The Smell of Molten Projects in the Morning

Ed Nisley's Blog: Shop notes, electronics, firmware, machinery, 3D printing, laser cuttery, and curiosities. Contents: 100% human thinking, 0% AI slop.

Door Chocks

Radial Arm Saw Setup
Radial Arm Saw Setup

So I volunteered to make 40-odd door chocks for the Marching Band’s motel stay in Syracuse: by edict, all room doors must remain open until lights out. You’re probably not astonished to hear that the kids can think up all manner of reasons why their room doors just sort of drifted shut…

I contributed two battered maple library bookshelves (which my father salvaged from a flooded library three decades ago)  to the cause, whacked ’em into 5-inch chunks, then ripped each chunk into two wedges. Being the sort of bear I am, I had those suckers immobilized every which way from zero, with a push stick to make sure nothing exciting happened near my knuckles.

Worked like a champ; nothing exciting happened at all. It just looks like the blade should suck the wedges into itself and fling ’em across the shop; they’re actually held in position from the outside and wind up quietly zinging against the blade without being caught.

I applied my cute little corner-rounding plane to one of the wedges, did some mental math, then came to my senses: Mr Chock, meet Mr Belt Sander. Ten minutes later, they’re all done!

A pleasant hour of shop time that made the whole basement smell of cut wood… which means that I’m breathing all those fine particles, even with the shopvac catching nearly everything else. Ran the lah-dee-dah radon reducer for a few hours, which helped a bit, and played with my upstairs toys for the rest of the afternoon.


The problem:
Output the lines from the one containing "Give me the" through the last line of the material below, exactly; please do not include pictures.

Information provided:
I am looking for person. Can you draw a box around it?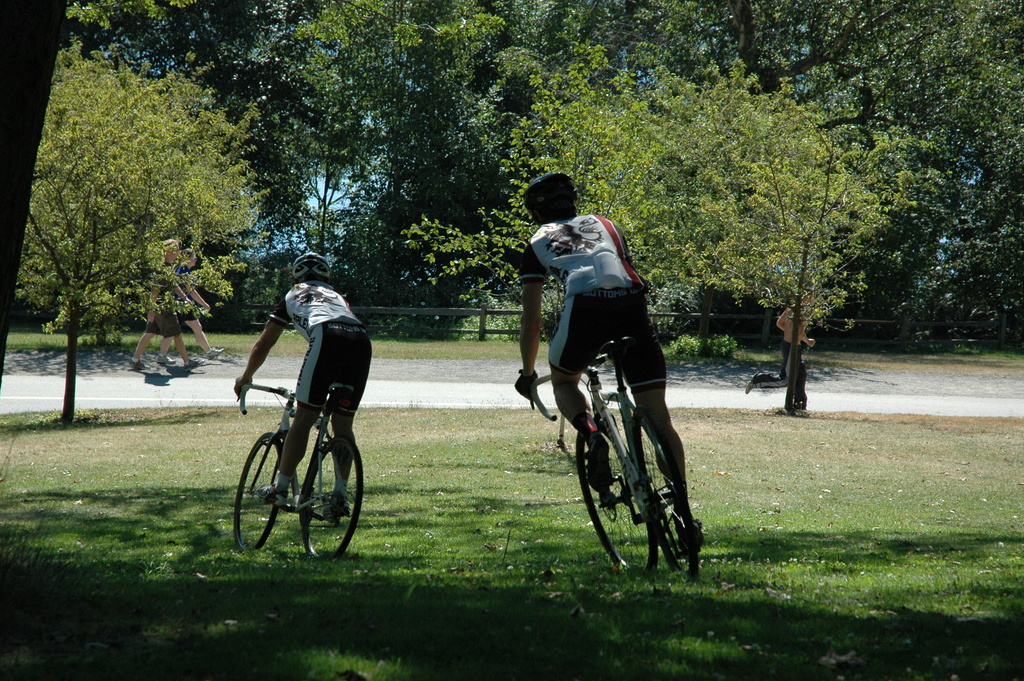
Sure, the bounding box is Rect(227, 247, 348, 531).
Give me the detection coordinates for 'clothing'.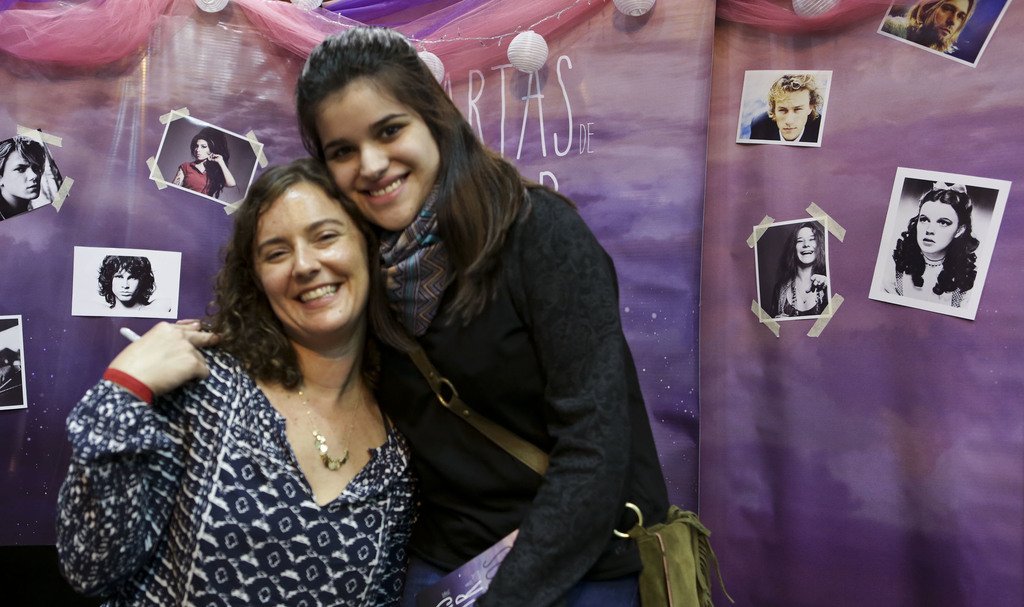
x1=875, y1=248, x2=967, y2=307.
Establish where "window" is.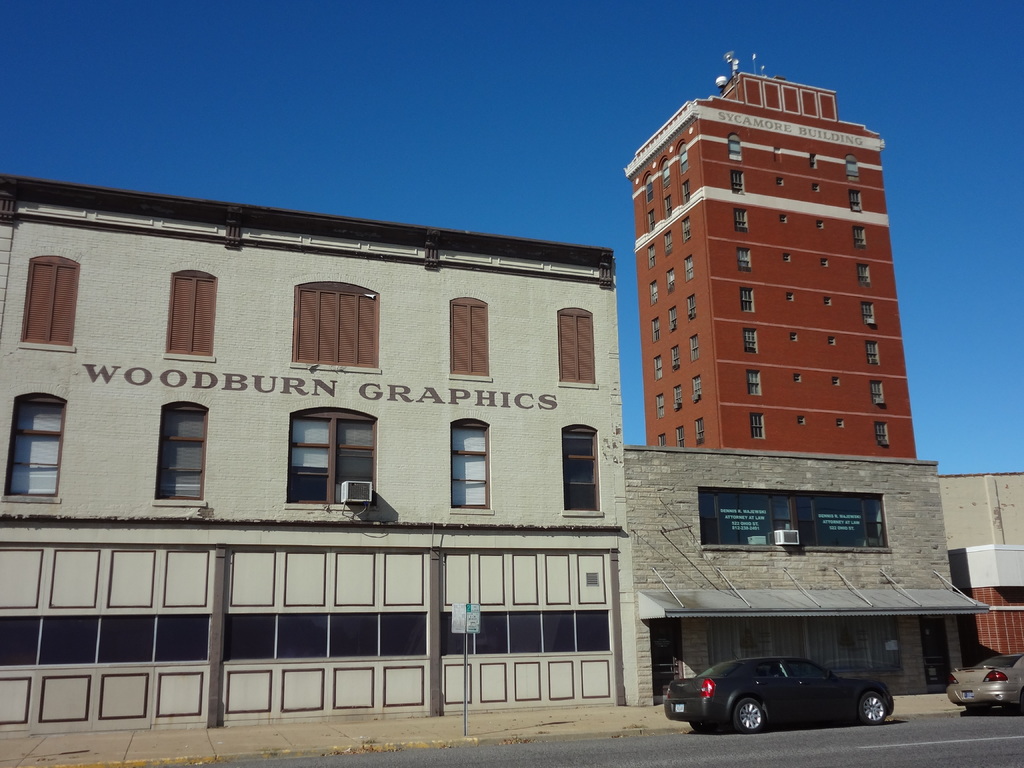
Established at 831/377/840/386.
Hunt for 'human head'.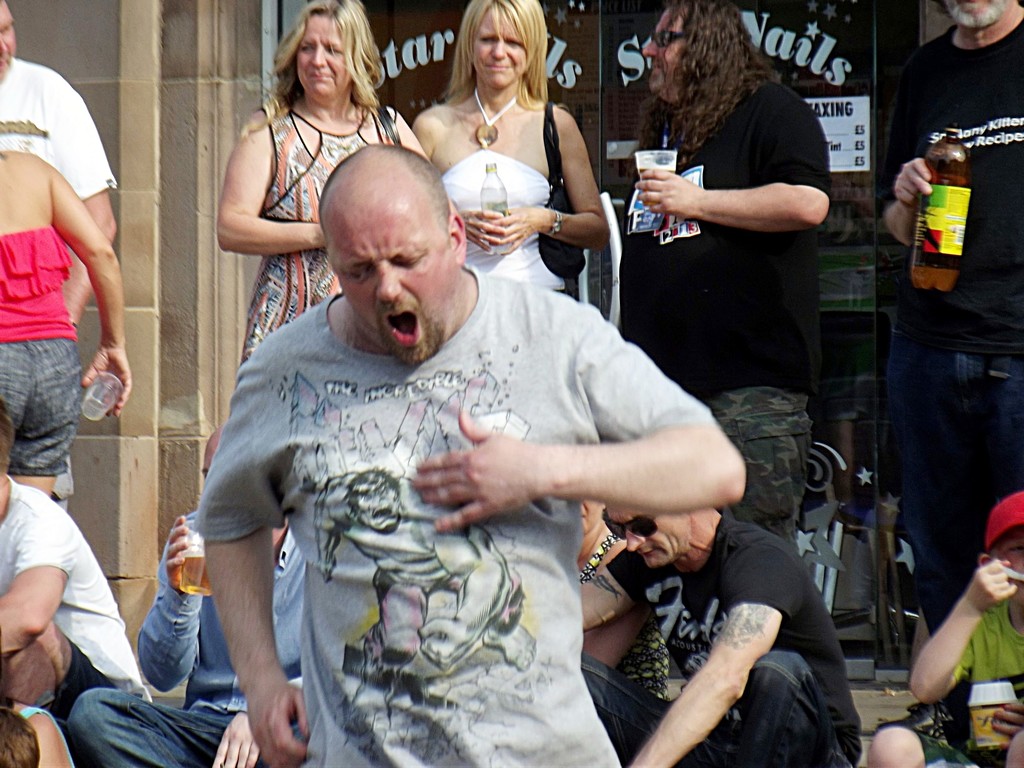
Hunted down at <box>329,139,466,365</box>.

Solution for this problem:
Give me the detection coordinates for 'clothing'.
x1=875, y1=248, x2=967, y2=307.
Establish where "window" is.
Established at 831/377/840/386.
Hunt for 'human head'.
Hunted down at <box>329,139,466,365</box>.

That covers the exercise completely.